Understanding how Windows decides who gets access to what
LFI Security Hub • Prepared for HR • March 2026
The 6 levels of file/folder access
Security descriptors & access control entries
How permissions flow from parent to child
Network access control explained
C$, ADMIN$, IPC$ — hidden shares
The golden rule of access control
Every file and folder on an NTFS volume has permissions that control exactly what users can do. Think of them as a graduated set of keys — each unlocking a different level of access.
| Permission | What It Allows | Includes |
|---|---|---|
| Read | View file contents, attributes, and permissions | — |
| Write | Create new files/subfolders, modify attributes | — |
| List Folder | View file & subfolder names (folders only) | Read |
| Read & Execute | Read + run executables, traverse folders | Read + List |
| Modify | Read & Execute + edit/delete files | R&E + Write + Delete |
| Full Control | Modify + change permissions + take ownership | Everything |
Each level includes all permissions below it. Full Control is the most powerful.
Every securable object in Windows has a Security Descriptor containing:
Who owns the object — can always change its permissions
Discretionary ACL — controls who can access the object
System ACL — controls what gets audited (logged)
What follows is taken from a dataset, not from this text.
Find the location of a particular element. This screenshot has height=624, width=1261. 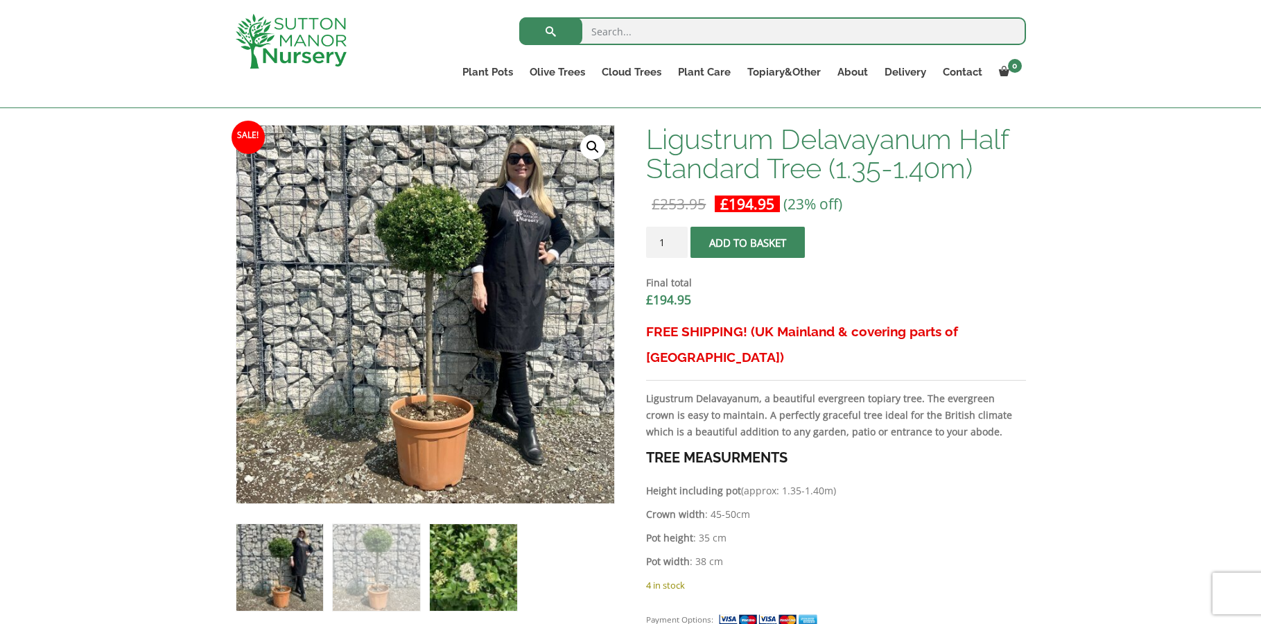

Permissions set on a parent folder automatically flow down to all children. Controlled by inheritance flags:
| Flag | Code | Meaning |
|---|---|---|
| Object Inherit | (OI) | Inherited by files in child folders |
| Container Inherit | (CI) | Inherited by subfolders |
| Inherit Only | (IO) | Applies only to children, not the folder itself |
(OI)(CI)This folder + all subfolders + all files
Most Common(OI)(CI)(IO)Subfolders and files only — NOT the folder itself
Partial(CI)(IO)Subfolders only — not files, not this folder
Specific(OI)(IO)Files only — not subfolders, not this folder
SpecificWindows has two completely separate permission systems that can apply to the same resource:
The Front Gate
The Office Door
Over the network, you must pass through both locks. Effective access is always the most restrictive combination.
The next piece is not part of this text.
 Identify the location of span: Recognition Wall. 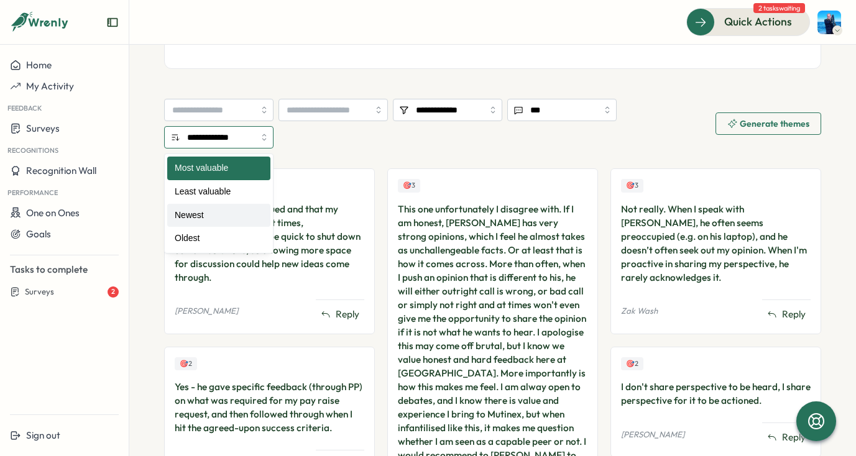
(61, 170).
When accessing locally (logged in at the machine), share permissions don't apply — only NTFS matters.
| Feature | Share Permissions | NTFS Permissions |
|---|---|---|
| Applies when? | Network access only | Always (local + network) |
| Granularity | 3 levels | 6 levels + special permissions |
| Applied at | The share (folder level only) | Any file or folder |
| Inheritance? | No — share-level only | Yes — flows to subfolders/files |
| Tool | net share, Computer Mgmt | icacls, Properties → Security |
Windows creates hidden shares automatically (ending with $). They don't show in Network Neighborhood.
C$Entire C: drive
Remote file system access. Every drive gets one (D$, E$…)ADMIN$C:\Windows
Used by PsExec and remote admin tools to push executablesIPC$Inter-Process Communication
Named pipes, remote management. Used in null session attacks\\target\C$ gives full drive access. Monitor via SACL auditing!"Every user, program, and process should have only the minimum permissions necessary to do their job — nothing more."